Below are seven different addiction memoirs that have been inspirational to readers.
I. Guts: The Endless Follies and Tiny Triumphs of a Giant Disaster by Kristen Johnston
Well known actor Johnston has written “a surprisingly raw and triumphant memoir that is outrageous, moving, sweet, tragic, and heartbreakingly honest. GUTS is a true triumph—a memoir that manages to be as frank and revealing as Augusten Burroughs, yet as hilarious and witty as David Sedaris” (publisher blurb).
II. Ninety Days: A Memoir of Recovery by Bill Clegg
This is a follow-up to his memoir about the pull of crack addiction, Portrait of An Addict As a Young Man: A Memoir.
Give us 90 days and if your life doesn´t get better, we will gladly refund your misery, goes a 12-step recovery saying. NInety Days is about that period for Clegg.
Publishers Weekly: “Clegg discovers that reaching that signpost is going to take him a lot longer than three months…”
III. With or Without You: A Memoir by Domenica Ruta
Ruta grew up with a drug addicted mom; in a turn of events that probably won’t be surprising, she eventually developed her own addiction issues. Her highly acclaimed book chronicles the struggles that eventually led to both her sobriety and her estrangement from her mother.
Amy Bloom: “In the world of memoir, Mary Karr’s and Geoffrey Wolff’s exceptional books burn and brighten, like actual stars among strings of tinsel. With or Without You is like that. I will read whatever Domenica Ruta writes.”
IV. Drink: The Intimate Relationship Between Women and Alcohol by Anne Dowsett Johnston
From the publisher: “…(A)ward-winning journalist Anne Dowsett Johnston combines in-depth research with her own personal story of recovery, and delivers a groundbreaking examination of a shocking yet little recognized epidemic threatening society today: the precipitous rise in risky drinking among women and girls.”
V. Drinking: A Love Story by Caroline Knapp (1959-2002)
Ann Dowsett Johnston, in an excerpt from her book Drink: The Intimate Relationship Between Women and Alcohol:
It is no coincidence that my favorite drinking memoir is the late Caroline Knapp’s Drinking: A Love Story — a book I read and re-read as my own drinking escalated…Wrote Knapp: ‘For a long time, when it’s working, the drink feels like a path to a kind of self-enlightenment, something that turns us into the person we wish to be, or the person we think we are. In some ways the dynamic is this simple: alcohol makes everything better until it makes everything worse.’
Sarah Hepola, author of Blackout, one of the addiction memoirs that has its own post on this blog, similarly views Knapp’s contribution as seminal.
VI. Parched: A Memoir by Heather King
A sample quote:
I once heard a sober alcoholic say that drinking never made him happy, but it made him feel like he was going to be happy in about fifteen minutes. That was exactly it, and I couldn’t understand why the happiness never came, couldn’t see the flaw in my thinking, couldn’t see that alcohol kept me trapped in a world of illusion, procrastination, paralysis. I lived always in the future, never in the present. Next time, next time! Next time I drank it would be different, next time it would make me feel good again. And all my efforts were doomed, because already drinking hadn’t made me feel good in years.
VII. The Recovering: Intoxication and Its Aftermath by Leslie Jamison
In the category of addiction memoirs, this book is not typical. Although it addresses Jamison’s own addiction struggles, it’s largely also about “literary and artistic geniuses whose lives and works were shaped by alcoholism and substance dependence.” And it pointedly doesn’t ignore the nature of our culture’s racism and classism when it comes to understanding addiction.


**Activity**. Locate the string "Voluntary" in the listing below. Copy every line where it is found.

————

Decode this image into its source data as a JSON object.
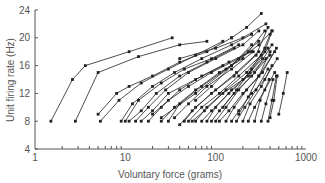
{
  "chart_data": {
    "type": "line",
    "title": "",
    "xlabel": "Voluntary force (grams)",
    "ylabel": "Unit firing rate (Hz)",
    "xscale": "log",
    "xlim": [
      1,
      1000
    ],
    "ylim": [
      4,
      24
    ],
    "xticks": [
      1,
      10,
      100,
      1000
    ],
    "xtick_labels": [
      "1",
      "10",
      "100",
      "1000"
    ],
    "yticks": [
      4,
      8,
      12,
      16,
      20,
      24
    ],
    "ytick_labels": [
      "4",
      "8",
      "12",
      "16",
      "20",
      "24"
    ],
    "grid": false,
    "legend": null,
    "marker": "square",
    "line_color": "#222222",
    "axis_color": "#555555",
    "series": [
      {
        "name": "unit 1",
        "x": [
          1.5,
          2.6,
          3.6,
          11,
          33
        ],
        "y": [
          8,
          14,
          16,
          18,
          20
        ]
      },
      {
        "name": "unit 2",
        "x": [
          2.8,
          5.0,
          14,
          40,
          80
        ],
        "y": [
          8,
          15,
          17.3,
          19,
          19.5
        ]
      },
      {
        "name": "unit 3",
        "x": [
          5.0,
          8.0,
          11,
          20,
          40,
          80,
          150
        ],
        "y": [
          9,
          12,
          13,
          14.5,
          16.5,
          18,
          20
        ]
      },
      {
        "name": "unit 4",
        "x": [
          5.3,
          8.5,
          15,
          30,
          60,
          120
        ],
        "y": [
          8,
          11,
          13.5,
          15.5,
          17.5,
          19.5
        ]
      },
      {
        "name": "unit 5",
        "x": [
          9,
          12,
          20,
          35,
          70,
          150,
          250
        ],
        "y": [
          8,
          10.5,
          13,
          15,
          17,
          19,
          20.5
        ]
      },
      {
        "name": "unit 6",
        "x": [
          10,
          14,
          25,
          45,
          90,
          180
        ],
        "y": [
          8,
          11,
          13.5,
          15.5,
          17,
          19
        ]
      },
      {
        "name": "unit 7",
        "x": [
          11,
          15,
          22,
          40,
          80,
          160
        ],
        "y": [
          8,
          9.5,
          12,
          14.5,
          16.5,
          18.5
        ]
      },
      {
        "name": "unit 8",
        "x": [
          13,
          18,
          28,
          50,
          100,
          200,
          300
        ],
        "y": [
          8,
          10,
          12.5,
          15,
          17,
          19,
          21
        ]
      },
      {
        "name": "unit 9",
        "x": [
          15,
          20,
          30,
          60,
          120
        ],
        "y": [
          8,
          9.5,
          12,
          14,
          16
        ]
      },
      {
        "name": "unit 10",
        "x": [
          18,
          25,
          40,
          70,
          140,
          250
        ],
        "y": [
          8,
          10,
          12.5,
          14.5,
          16.5,
          18
        ]
      },
      {
        "name": "unit 11",
        "x": [
          20,
          30,
          50,
          90,
          180,
          300
        ],
        "y": [
          9,
          11,
          13,
          15,
          17,
          19.5
        ]
      },
      {
        "name": "unit 12",
        "x": [
          25,
          35,
          60,
          110,
          200
        ],
        "y": [
          8,
          10,
          12.5,
          15,
          17
        ]
      },
      {
        "name": "unit 13",
        "x": [
          30,
          40,
          70,
          130,
          230,
          350
        ],
        "y": [
          8,
          10.5,
          13,
          15.5,
          18,
          21
        ]
      },
      {
        "name": "unit 14",
        "x": [
          35,
          50,
          80,
          150,
          260
        ],
        "y": [
          8.5,
          10.5,
          13,
          15.5,
          18
        ]
      },
      {
        "name": "unit 15",
        "x": [
          40,
          55,
          90,
          160,
          280,
          380
        ],
        "y": [
          7.5,
          9.5,
          12,
          14.5,
          17.5,
          21.5
        ]
      },
      {
        "name": "unit 16",
        "x": [
          45,
          60,
          100,
          170,
          300
        ],
        "y": [
          8,
          10,
          12.5,
          15,
          18
        ]
      },
      {
        "name": "unit 17",
        "x": [
          50,
          70,
          110,
          180,
          320,
          400
        ],
        "y": [
          8,
          10,
          12,
          14.5,
          17.5,
          20.5
        ]
      },
      {
        "name": "unit 18",
        "x": [
          55,
          75,
          120,
          200,
          330
        ],
        "y": [
          8,
          9.5,
          12,
          14,
          17
        ]
      },
      {
        "name": "unit 19",
        "x": [
          60,
          80,
          130,
          220,
          350,
          420
        ],
        "y": [
          8,
          10,
          12.5,
          15,
          18,
          21
        ]
      },
      {
        "name": "unit 20",
        "x": [
          70,
          90,
          140,
          230,
          360
        ],
        "y": [
          8,
          9.5,
          12,
          14.5,
          17
        ]
      },
      {
        "name": "unit 21",
        "x": [
          80,
          100,
          150,
          240,
          380
        ],
        "y": [
          8,
          10,
          12.5,
          15,
          18.5
        ]
      },
      {
        "name": "unit 22",
        "x": [
          90,
          110,
          160,
          250,
          400
        ],
        "y": [
          8,
          9.5,
          12,
          14.5,
          17.5
        ]
      },
      {
        "name": "unit 23",
        "x": [
          100,
          130,
          180,
          270,
          420
        ],
        "y": [
          8,
          10,
          12.5,
          15,
          19
        ]
      },
      {
        "name": "unit 24",
        "x": [
          110,
          140,
          200,
          300,
          450
        ],
        "y": [
          8,
          9.5,
          12,
          14.5,
          18
        ]
      },
      {
        "name": "unit 25",
        "x": [
          130,
          160,
          220,
          330,
          470
        ],
        "y": [
          8,
          10,
          12.5,
          15,
          18.5
        ]
      },
      {
        "name": "unit 26",
        "x": [
          150,
          180,
          250,
          350,
          480
        ],
        "y": [
          8,
          9.5,
          12,
          14,
          17
        ]
      },
      {
        "name": "unit 27",
        "x": [
          170,
          210,
          280,
          380
        ],
        "y": [
          8,
          10,
          12.5,
          15.5
        ]
      },
      {
        "name": "unit 28",
        "x": [
          200,
          240,
          320,
          420
        ],
        "y": [
          8,
          10.5,
          13,
          16
        ]
      },
      {
        "name": "unit 29",
        "x": [
          230,
          270,
          350,
          450
        ],
        "y": [
          8,
          10,
          12.5,
          15
        ]
      },
      {
        "name": "unit 30",
        "x": [
          270,
          310,
          390
        ],
        "y": [
          8,
          11,
          14
        ]
      },
      {
        "name": "unit 31",
        "x": [
          320,
          360,
          430
        ],
        "y": [
          8,
          10.5,
          14
        ]
      },
      {
        "name": "unit 32",
        "x": [
          380,
          420,
          470
        ],
        "y": [
          8,
          11,
          14.5
        ]
      },
      {
        "name": "unit 33",
        "x": [
          400,
          440,
          480
        ],
        "y": [
          8.5,
          11,
          14.5
        ]
      },
      {
        "name": "unit 34",
        "x": [
          500,
          560,
          620
        ],
        "y": [
          9,
          12,
          15
        ]
      },
      {
        "name": "unit 35",
        "x": [
          150,
          220,
          320
        ],
        "y": [
          20,
          21.5,
          23.5
        ]
      },
      {
        "name": "unit 36",
        "x": [
          40,
          100,
          200,
          360
        ],
        "y": [
          17,
          18.5,
          20,
          22
        ]
      },
      {
        "name": "unit 37",
        "x": [
          25,
          60,
          150,
          300,
          420
        ],
        "y": [
          8.5,
          12,
          16,
          19,
          21
        ]
      },
      {
        "name": "unit 38",
        "x": [
          60,
          90,
          150,
          250
        ],
        "y": [
          11,
          13,
          16,
          19
        ]
      },
      {
        "name": "unit 39",
        "x": [
          120,
          170,
          250,
          350
        ],
        "y": [
          10,
          12.5,
          15.5,
          18.5
        ]
      },
      {
        "name": "unit 40",
        "x": [
          180,
          230,
          300,
          400
        ],
        "y": [
          9,
          11.5,
          14.5,
          18
        ]
      }
    ]
  },
  "axes": {
    "x_label": "Voluntary force (grams)",
    "y_label": "Unit firing rate (Hz)"
  }
}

————

**Answer box**.
    "xlabel": "Voluntary force (grams)",
    "x_label": "Voluntary force (grams)",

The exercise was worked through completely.